Saturday, 22 May 2021
Martin Bashir and the dodgy cheques
The more you read about the Martin Bashir Panorama interview with Princess Diana in 1995 the more astonished one gets that a perfectly capable reporter used such devious methods to persuade her, through her brother Charles Spencer, to talk to him. Forged cheques to show that certain people including Patrick Jephson, Diana's aide, had been paid to monitor her every move?! How does a reporter think of doing such a thing? And why did he think that making up cheques to show that Diana was under surveillance would persuade her to give the interview? He claims she never saw the cheques and they played no part in her decision to be interviewed. But the fact is at that time Princess Diana was under all sorts of strains and pressures both real and unreal because of the breakdown of her marriage to Prince Charles, and the persuasive voice of Bashir, with or without those forged cheques in his hand, would have played on her mind and finally psuhed her to say yes to the interview. There is nothing wrong with charm and persuasion. All good reporters use such qualities to get people to talk to them. But persuasion based on guile and falsehood aimed at someone who is going through an intense personal crisis, someone vulnerable and fragile, like she was, that's a different form of journalism which I don't recognise as either acceptable or professional or forgiveable. Why did he do it? Was he so desperate to get the interview of the decade because he knew others in the BBC, such as Nicholas Witchell, the royal correspondent, were also wanting to interview Diana, and Bashir didn't want to be beaten to it? Again, rivalry for a scoop is fine, that's part of the journalism game. But at what point in his legitimate ambition to interview one of the most famous women on the planet did he think to himself, "I know, let's get a forged cheque or two drawn up to show I have access to secret stuff which could be the deciding factor. Nicholas Witchell, Ha!!" That giant step from legal and professional endeavour to laying a false trap, that's what I find extraordinary. As a fellow journalist. It was a move by him which had devastating consequences, not just for Diana and the whole Royal Family, but also in the end for him too.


TASK GOAL: As you reproduce every line below, keep it exactly as written and leave out the images.

SOURCE RECORDS:
§ §
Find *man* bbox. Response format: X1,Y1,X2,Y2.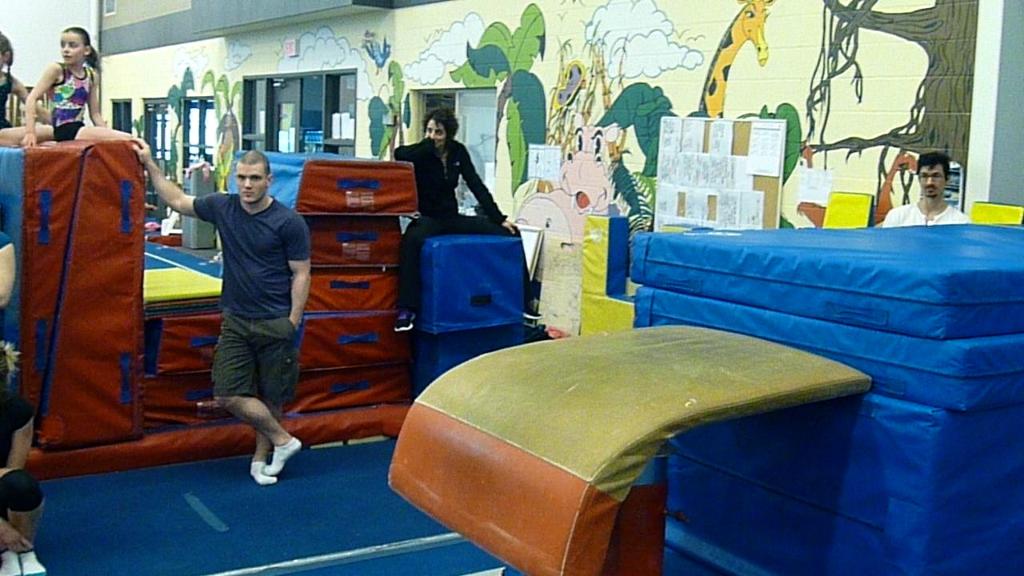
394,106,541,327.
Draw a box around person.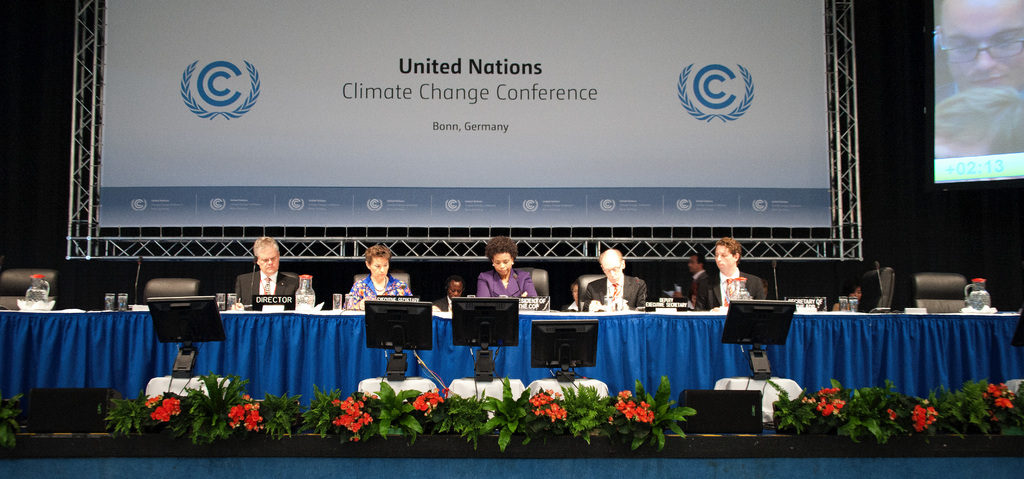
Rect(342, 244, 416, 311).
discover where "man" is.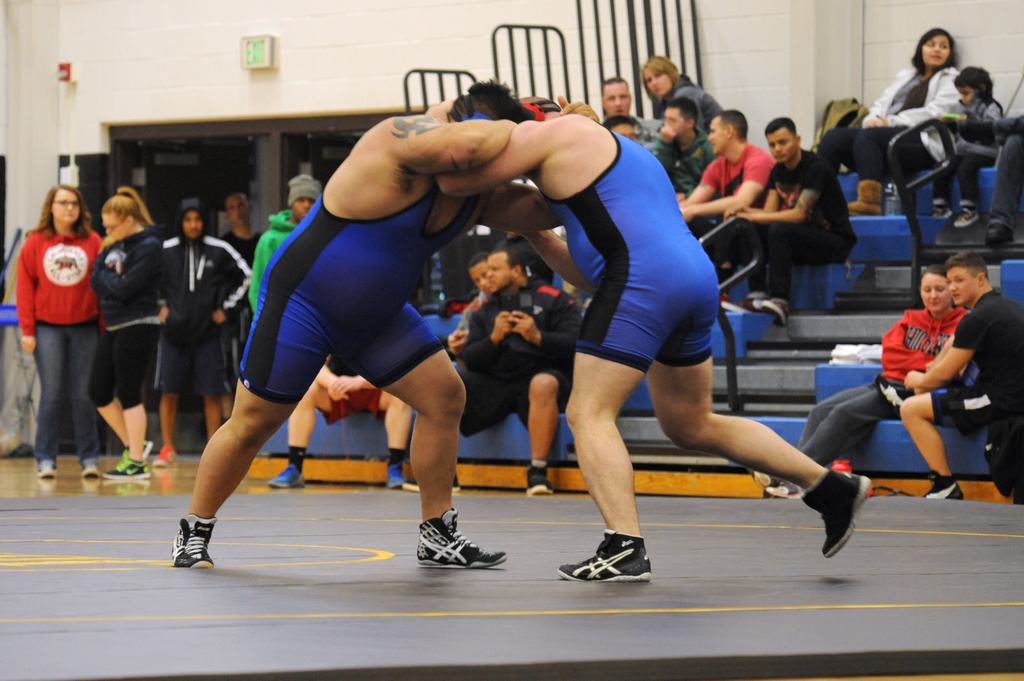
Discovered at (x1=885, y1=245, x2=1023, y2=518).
§ §
YOUR RESPONSE:
Find *man* bbox. Response format: X1,Y1,X2,Y2.
394,106,541,327.
Draw a box around person.
Rect(342, 244, 416, 311).
discover where "man" is.
Discovered at (x1=885, y1=245, x2=1023, y2=518).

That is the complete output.